Premiere: MOBS continue their break-out year with new single, Big World

Premiere: MOBS continue their break-out year with new single, Big World

In the wake of a stand-out year full of highlights, the Melbourne indie-rock band continue to soar.

While the band have been amongst the emerging Melbourne indie-pop band scene for a few years now, it's fairly safe to say that 2019 has been MOBS' break-out year. They began the year by signing to Rude Records (The Maine, Less Than Jake, Set It Off, Blood Youth) and reissuing their debut EP Bad Love in February, which they've since followed up with another craftful introduction to the band and their changing sound with another four-track release You Want Beauty? sometime later. They've supported Stand Atlantic and Never Say Never; been hand-picked to perform UK talent-discovery festival The Great Escape next year; and are booked for Sydney's Summerfest Festival next month - the list goes on, and on, and on.

It's not too hard to understand their charm, however. You Want Beauty?, their second EP, was lush with jangly indie-pop that takes notes from the 80s synth-pop nostalgia and twists it with layered guitars and forward-thinking experimentalism. They're - somehow - nostalgic for the lushness of the past, yet simultaneously perfectly fitting for 2019 - a difficult balance that over the years, the band have become better and better at cementing as their craft.

As bass player Scott MacDougall mentions, the band's nostalgic pop sound is something they're really trying to showcase with their new work: "The nostalgic pop sound that we have created is something that we have been working on for a long time and it’s amazing that we have the opportunity to take these songs overseas and showcase them to people on the other side of the world," he says.

Their latest single and first since You Want Beauty? doubles down on this with great fashion. Uniting dizzying synth snaps with haziness and subtlety that shines as the single navigates its natural ebbs and flows, Big World is perhaps the most obvious attempt at the band's unique twist of 2019-dated 80s music; the synth melodies that riddle amongst its funk grooves and hook-y choruses plucked straight out of an old-school electro-pop delight only brought forward into the future.

"Big World is based on the movie Honey I Shrunk The Kids," says lead vocalist Jordan Clarey on the single, noting its strange inspiration. "I decided to base it on the subtle romance playing out throughout the movie, but more so taking the concept of feeling small in a big world, and overcoming life struggles with someone by your side no matter the odds."

There's plenty more to come from the group, but for now, dive into Big World below ahead of its release this Friday, and pre-save the single HERE.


» Problem requirements
Within the data that follows, how many lines carry the string "Electrophoresis"? Give the number alone.

» Material shown
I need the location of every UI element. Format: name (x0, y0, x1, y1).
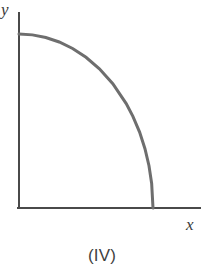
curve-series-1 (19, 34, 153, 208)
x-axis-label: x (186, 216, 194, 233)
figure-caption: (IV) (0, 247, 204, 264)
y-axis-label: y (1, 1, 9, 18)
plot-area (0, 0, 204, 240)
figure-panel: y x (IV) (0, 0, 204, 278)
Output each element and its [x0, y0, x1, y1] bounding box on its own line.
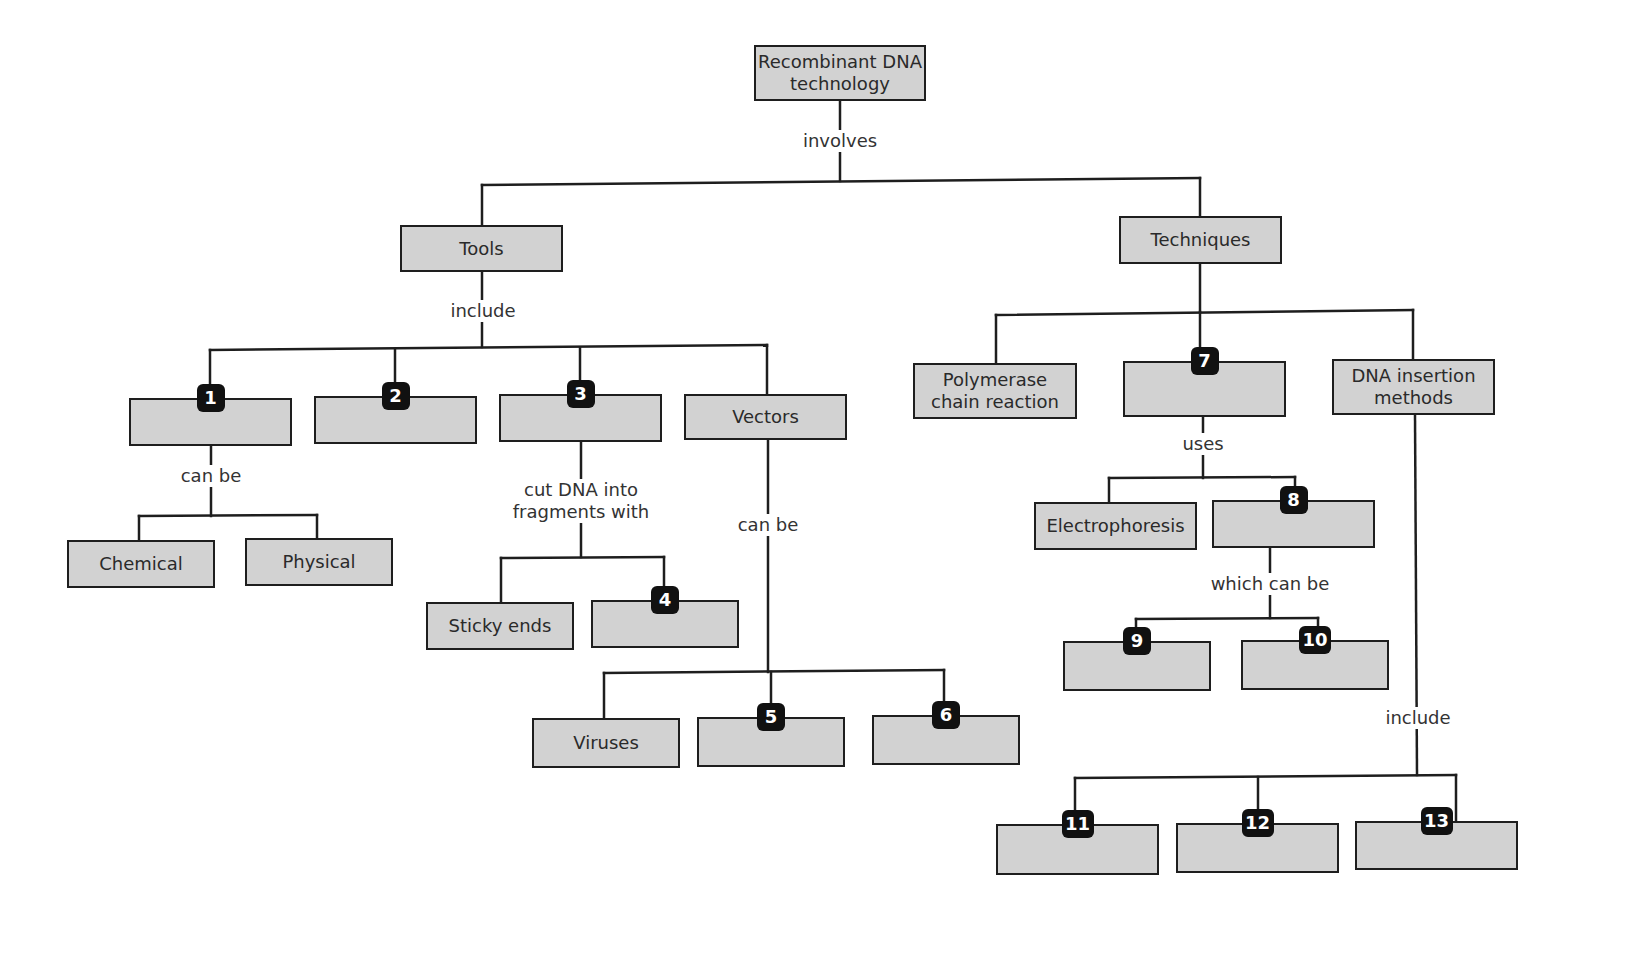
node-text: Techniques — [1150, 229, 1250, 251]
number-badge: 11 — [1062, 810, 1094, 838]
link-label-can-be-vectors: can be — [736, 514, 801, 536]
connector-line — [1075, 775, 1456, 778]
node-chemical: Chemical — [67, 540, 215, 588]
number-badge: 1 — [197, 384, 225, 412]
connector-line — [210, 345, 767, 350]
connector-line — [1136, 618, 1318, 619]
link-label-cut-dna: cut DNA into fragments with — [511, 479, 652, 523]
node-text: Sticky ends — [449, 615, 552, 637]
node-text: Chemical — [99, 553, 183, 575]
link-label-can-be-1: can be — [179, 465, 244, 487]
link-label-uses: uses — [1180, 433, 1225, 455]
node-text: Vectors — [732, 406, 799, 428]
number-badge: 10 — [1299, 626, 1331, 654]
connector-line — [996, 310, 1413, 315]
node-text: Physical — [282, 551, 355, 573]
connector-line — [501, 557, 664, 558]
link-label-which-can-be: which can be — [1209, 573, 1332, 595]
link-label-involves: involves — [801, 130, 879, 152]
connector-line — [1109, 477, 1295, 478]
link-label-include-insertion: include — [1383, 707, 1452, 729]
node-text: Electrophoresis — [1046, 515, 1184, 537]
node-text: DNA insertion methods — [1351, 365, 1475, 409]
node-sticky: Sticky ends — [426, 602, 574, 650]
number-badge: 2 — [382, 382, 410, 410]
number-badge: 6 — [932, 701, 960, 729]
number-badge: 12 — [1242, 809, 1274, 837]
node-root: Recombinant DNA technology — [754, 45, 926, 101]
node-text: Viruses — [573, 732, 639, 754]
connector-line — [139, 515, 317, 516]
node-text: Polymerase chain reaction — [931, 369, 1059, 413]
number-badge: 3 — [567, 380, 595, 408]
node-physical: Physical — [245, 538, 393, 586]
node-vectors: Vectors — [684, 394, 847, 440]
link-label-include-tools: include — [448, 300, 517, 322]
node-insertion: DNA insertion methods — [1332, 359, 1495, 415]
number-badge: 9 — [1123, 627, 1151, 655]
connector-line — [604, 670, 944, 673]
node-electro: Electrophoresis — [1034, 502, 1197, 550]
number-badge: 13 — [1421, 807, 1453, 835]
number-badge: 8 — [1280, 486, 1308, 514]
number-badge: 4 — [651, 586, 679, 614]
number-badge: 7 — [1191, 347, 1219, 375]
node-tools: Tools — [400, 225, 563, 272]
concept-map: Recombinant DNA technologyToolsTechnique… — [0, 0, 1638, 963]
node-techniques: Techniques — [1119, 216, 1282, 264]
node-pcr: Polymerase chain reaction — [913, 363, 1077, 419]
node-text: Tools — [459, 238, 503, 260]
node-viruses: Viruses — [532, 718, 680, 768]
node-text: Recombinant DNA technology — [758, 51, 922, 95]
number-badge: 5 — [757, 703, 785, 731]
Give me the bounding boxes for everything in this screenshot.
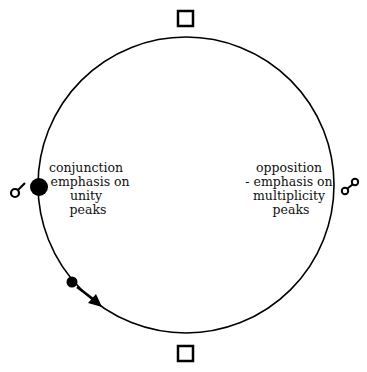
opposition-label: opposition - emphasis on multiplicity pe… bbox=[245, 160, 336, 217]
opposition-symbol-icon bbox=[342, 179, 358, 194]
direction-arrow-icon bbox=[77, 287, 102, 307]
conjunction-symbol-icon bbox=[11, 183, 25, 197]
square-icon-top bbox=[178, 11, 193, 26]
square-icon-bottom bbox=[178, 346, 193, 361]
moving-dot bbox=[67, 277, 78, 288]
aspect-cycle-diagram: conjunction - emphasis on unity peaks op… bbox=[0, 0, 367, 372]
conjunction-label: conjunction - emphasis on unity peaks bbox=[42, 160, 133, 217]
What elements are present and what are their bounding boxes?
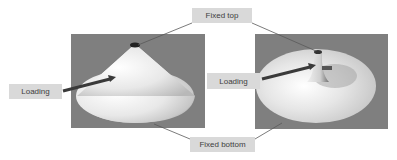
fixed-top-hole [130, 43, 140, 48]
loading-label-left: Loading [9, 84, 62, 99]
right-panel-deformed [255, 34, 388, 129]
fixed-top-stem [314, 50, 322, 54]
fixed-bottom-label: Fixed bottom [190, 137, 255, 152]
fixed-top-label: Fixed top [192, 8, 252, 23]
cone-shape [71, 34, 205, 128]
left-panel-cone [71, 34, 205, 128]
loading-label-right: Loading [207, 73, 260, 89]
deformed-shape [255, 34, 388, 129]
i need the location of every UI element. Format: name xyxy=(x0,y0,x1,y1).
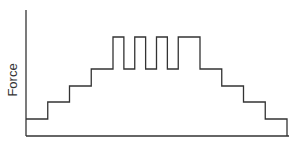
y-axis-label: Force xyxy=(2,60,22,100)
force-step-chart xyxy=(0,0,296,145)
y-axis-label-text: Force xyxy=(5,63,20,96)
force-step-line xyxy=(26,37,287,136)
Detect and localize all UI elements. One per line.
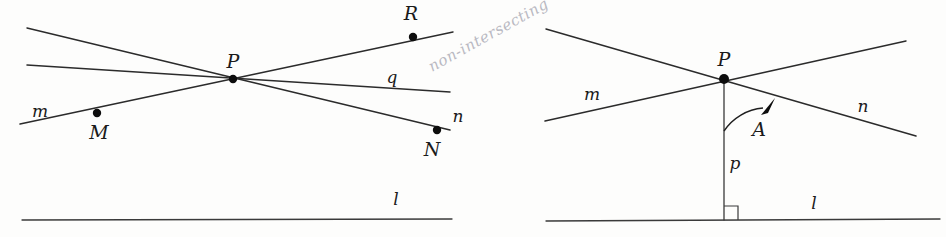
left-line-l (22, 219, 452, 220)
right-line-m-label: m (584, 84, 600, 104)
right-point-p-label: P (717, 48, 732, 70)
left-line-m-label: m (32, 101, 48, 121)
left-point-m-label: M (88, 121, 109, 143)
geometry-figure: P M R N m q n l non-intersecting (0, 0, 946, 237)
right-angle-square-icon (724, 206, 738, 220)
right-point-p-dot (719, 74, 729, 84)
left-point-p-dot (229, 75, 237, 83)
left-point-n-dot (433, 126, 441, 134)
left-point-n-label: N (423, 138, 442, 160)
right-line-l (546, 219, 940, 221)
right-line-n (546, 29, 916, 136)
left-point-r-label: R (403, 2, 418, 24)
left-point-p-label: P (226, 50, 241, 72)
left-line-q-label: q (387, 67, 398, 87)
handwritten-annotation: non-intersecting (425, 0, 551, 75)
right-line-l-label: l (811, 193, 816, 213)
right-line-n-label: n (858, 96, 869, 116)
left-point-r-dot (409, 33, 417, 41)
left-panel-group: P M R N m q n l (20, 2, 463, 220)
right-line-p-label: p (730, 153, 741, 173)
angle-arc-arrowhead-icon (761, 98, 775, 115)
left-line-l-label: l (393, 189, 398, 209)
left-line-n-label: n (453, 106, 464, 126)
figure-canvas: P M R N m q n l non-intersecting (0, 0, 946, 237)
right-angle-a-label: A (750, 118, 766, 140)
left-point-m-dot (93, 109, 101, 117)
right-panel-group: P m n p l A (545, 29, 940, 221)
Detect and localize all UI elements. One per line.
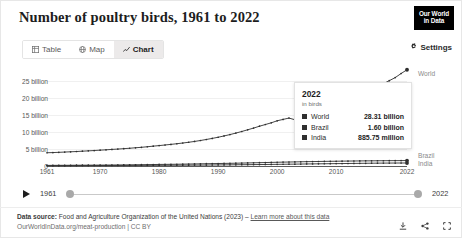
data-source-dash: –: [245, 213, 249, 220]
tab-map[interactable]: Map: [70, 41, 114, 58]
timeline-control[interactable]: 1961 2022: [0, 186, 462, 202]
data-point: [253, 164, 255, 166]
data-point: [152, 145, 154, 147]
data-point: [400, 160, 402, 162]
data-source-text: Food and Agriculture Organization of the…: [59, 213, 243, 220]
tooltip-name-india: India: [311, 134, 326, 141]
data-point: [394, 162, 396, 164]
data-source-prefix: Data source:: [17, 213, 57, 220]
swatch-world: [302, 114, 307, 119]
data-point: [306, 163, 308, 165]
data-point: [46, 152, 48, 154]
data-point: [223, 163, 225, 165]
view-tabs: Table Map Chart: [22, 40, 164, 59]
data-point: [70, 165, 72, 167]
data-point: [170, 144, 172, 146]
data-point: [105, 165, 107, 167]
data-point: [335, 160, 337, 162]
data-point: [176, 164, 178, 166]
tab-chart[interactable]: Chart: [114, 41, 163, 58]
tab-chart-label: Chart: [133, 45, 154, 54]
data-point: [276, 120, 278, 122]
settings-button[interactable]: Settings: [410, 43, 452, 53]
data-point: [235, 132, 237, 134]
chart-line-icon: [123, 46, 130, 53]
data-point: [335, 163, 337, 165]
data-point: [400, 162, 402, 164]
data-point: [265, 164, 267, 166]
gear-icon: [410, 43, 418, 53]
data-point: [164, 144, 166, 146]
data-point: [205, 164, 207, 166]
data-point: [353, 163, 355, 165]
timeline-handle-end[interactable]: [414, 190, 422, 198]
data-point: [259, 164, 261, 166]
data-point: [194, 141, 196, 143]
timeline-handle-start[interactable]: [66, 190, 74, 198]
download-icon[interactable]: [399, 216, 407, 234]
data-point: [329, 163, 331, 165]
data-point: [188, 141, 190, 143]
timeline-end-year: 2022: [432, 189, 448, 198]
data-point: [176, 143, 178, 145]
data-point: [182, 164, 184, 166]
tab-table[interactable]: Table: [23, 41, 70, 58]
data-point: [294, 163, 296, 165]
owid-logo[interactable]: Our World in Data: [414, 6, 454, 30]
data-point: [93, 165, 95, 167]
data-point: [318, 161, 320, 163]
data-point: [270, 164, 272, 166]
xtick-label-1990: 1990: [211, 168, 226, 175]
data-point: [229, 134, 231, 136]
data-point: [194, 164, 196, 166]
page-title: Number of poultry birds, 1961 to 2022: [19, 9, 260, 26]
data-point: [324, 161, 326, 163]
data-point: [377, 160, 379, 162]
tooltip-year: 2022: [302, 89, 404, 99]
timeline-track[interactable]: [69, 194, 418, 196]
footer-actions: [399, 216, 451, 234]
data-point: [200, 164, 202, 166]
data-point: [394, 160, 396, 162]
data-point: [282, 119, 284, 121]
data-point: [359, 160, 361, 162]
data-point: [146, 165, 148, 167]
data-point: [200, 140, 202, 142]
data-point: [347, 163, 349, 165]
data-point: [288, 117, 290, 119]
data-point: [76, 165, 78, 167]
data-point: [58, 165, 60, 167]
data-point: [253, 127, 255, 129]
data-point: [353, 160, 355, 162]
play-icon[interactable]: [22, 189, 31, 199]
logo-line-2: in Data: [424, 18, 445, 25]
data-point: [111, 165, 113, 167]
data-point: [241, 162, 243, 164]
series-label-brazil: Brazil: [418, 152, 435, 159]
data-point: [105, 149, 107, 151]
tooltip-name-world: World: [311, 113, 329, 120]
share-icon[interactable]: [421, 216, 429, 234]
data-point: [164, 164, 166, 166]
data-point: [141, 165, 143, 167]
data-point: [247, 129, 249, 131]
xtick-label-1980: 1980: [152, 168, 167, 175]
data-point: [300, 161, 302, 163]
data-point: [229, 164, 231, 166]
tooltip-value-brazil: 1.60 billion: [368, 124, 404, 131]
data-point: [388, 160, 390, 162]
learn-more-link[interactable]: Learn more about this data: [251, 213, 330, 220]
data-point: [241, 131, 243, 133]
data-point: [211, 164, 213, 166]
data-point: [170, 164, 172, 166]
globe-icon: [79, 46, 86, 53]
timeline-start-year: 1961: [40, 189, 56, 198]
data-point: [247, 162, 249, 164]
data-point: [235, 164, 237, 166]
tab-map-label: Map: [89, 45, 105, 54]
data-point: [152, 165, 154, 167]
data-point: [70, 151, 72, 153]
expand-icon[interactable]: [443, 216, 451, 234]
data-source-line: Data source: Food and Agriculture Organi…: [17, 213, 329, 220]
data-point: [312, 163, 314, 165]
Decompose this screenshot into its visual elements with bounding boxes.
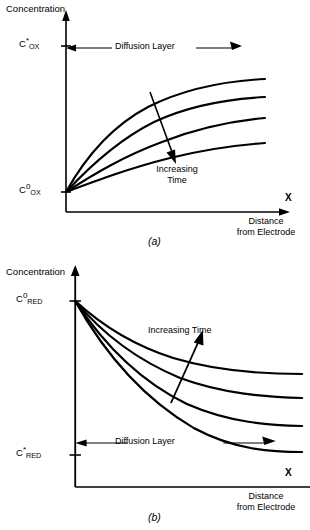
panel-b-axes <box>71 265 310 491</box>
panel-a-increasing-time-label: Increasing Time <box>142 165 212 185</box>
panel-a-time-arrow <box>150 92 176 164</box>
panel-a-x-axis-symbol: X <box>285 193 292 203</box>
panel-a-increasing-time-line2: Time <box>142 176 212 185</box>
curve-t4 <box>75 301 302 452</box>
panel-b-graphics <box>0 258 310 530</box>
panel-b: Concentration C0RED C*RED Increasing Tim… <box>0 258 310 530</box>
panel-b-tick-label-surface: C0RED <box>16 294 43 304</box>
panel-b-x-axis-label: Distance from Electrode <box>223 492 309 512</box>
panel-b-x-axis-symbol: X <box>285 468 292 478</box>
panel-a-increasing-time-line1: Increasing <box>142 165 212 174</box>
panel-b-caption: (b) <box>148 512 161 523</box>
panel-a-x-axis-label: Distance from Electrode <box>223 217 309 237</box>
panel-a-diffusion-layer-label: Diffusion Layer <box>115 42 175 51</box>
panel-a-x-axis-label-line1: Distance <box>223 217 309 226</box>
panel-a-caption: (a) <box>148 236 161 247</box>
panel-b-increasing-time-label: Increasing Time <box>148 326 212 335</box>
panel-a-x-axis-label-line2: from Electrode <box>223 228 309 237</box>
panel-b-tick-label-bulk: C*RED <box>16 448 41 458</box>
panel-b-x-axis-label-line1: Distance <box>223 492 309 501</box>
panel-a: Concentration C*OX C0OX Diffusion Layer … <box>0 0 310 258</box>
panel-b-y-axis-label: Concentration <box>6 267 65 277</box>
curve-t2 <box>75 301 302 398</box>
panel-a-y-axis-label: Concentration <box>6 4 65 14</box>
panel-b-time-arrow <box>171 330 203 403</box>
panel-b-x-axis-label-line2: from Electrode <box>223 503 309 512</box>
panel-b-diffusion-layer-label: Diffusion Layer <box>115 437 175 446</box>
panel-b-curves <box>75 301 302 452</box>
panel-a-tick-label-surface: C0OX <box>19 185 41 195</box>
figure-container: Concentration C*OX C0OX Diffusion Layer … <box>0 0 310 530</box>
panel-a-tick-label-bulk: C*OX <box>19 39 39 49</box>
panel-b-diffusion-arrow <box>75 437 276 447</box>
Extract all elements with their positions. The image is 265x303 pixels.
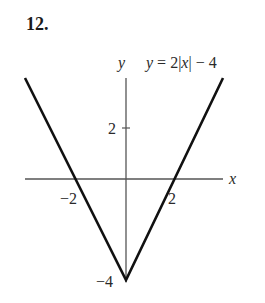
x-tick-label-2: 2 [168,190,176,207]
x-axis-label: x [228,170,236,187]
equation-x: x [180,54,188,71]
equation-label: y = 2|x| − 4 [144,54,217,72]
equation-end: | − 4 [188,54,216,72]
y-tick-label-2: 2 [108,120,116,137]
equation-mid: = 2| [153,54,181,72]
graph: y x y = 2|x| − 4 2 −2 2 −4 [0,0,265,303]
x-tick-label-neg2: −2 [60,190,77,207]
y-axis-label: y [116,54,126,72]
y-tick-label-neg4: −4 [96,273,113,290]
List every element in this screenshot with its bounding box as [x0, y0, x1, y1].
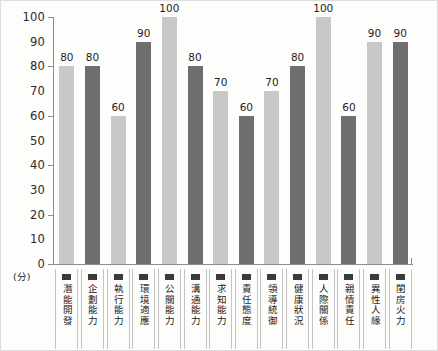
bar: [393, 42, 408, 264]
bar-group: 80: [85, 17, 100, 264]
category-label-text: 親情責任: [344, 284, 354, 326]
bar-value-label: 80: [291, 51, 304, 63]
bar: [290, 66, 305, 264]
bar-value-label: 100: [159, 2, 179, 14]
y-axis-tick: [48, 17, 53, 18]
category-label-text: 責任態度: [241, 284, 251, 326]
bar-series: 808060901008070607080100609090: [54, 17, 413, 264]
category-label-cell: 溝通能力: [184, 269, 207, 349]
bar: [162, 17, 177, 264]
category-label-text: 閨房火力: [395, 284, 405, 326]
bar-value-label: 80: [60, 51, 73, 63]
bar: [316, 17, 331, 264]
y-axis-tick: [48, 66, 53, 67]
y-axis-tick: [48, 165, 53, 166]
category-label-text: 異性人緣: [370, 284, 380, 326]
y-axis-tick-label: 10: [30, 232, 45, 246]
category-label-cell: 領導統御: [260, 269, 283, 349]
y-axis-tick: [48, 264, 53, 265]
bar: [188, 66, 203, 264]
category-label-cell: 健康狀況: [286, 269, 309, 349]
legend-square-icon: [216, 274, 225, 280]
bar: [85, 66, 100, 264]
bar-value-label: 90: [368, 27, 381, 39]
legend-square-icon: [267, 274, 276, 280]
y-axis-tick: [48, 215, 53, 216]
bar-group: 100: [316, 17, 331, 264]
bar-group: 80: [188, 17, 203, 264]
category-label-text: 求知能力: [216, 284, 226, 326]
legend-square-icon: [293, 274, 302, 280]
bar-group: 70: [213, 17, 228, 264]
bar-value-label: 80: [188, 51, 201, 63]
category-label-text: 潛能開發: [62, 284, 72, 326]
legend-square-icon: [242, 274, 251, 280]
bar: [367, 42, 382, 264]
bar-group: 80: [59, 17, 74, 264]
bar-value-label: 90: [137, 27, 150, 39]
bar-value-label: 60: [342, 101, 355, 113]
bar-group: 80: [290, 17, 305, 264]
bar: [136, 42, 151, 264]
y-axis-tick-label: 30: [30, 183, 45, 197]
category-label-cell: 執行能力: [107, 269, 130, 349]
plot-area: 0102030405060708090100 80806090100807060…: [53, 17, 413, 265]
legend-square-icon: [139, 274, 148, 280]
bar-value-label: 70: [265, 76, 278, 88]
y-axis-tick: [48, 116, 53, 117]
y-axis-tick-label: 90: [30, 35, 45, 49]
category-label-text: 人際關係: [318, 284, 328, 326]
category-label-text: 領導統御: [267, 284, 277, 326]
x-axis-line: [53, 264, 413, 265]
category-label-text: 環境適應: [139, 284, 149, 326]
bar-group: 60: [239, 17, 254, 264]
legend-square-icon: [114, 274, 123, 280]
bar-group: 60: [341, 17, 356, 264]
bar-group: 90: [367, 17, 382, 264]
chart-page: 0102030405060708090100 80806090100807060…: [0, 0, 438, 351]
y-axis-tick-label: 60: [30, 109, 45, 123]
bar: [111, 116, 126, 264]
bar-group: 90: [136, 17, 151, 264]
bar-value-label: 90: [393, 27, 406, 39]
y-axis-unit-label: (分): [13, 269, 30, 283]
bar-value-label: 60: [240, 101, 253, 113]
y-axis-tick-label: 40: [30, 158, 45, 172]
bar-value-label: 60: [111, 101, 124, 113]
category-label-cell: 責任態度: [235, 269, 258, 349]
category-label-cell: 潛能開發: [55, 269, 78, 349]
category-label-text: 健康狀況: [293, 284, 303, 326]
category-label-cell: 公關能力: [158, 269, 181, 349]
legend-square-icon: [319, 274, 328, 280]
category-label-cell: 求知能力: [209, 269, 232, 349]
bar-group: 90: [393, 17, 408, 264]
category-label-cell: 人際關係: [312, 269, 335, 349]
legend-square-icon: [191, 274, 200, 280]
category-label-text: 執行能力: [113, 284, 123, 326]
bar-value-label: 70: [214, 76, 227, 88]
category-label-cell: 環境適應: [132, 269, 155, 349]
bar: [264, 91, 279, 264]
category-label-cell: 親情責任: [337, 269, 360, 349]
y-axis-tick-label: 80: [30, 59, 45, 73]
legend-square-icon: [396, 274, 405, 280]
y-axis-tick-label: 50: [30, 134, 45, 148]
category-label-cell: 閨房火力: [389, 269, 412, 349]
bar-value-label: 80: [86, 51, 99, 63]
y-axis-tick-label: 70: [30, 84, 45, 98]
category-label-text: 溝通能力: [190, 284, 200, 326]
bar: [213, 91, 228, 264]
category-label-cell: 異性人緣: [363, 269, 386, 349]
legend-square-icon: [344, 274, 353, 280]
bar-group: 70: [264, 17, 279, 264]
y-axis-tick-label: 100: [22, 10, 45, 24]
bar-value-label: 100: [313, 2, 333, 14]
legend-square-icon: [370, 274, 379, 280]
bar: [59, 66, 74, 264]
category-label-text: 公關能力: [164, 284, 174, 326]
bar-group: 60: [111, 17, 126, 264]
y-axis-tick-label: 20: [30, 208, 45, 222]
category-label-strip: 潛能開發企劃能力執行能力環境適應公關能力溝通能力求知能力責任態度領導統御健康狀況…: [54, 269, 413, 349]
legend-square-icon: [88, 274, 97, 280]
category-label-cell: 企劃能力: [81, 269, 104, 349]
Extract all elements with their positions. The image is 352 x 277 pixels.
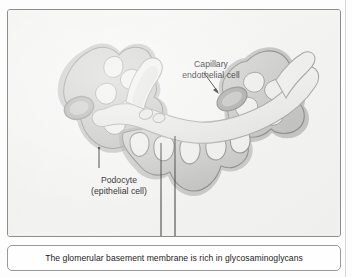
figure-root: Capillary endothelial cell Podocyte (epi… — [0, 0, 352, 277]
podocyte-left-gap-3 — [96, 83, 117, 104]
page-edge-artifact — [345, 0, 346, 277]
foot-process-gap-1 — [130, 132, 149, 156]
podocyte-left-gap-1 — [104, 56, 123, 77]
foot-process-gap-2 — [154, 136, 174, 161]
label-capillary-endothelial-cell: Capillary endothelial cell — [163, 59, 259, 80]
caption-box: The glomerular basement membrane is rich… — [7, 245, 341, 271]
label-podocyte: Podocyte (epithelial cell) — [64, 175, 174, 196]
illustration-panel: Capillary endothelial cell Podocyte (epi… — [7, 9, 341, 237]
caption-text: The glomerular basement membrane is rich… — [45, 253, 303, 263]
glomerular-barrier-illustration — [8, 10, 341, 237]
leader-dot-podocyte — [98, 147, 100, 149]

» Result
2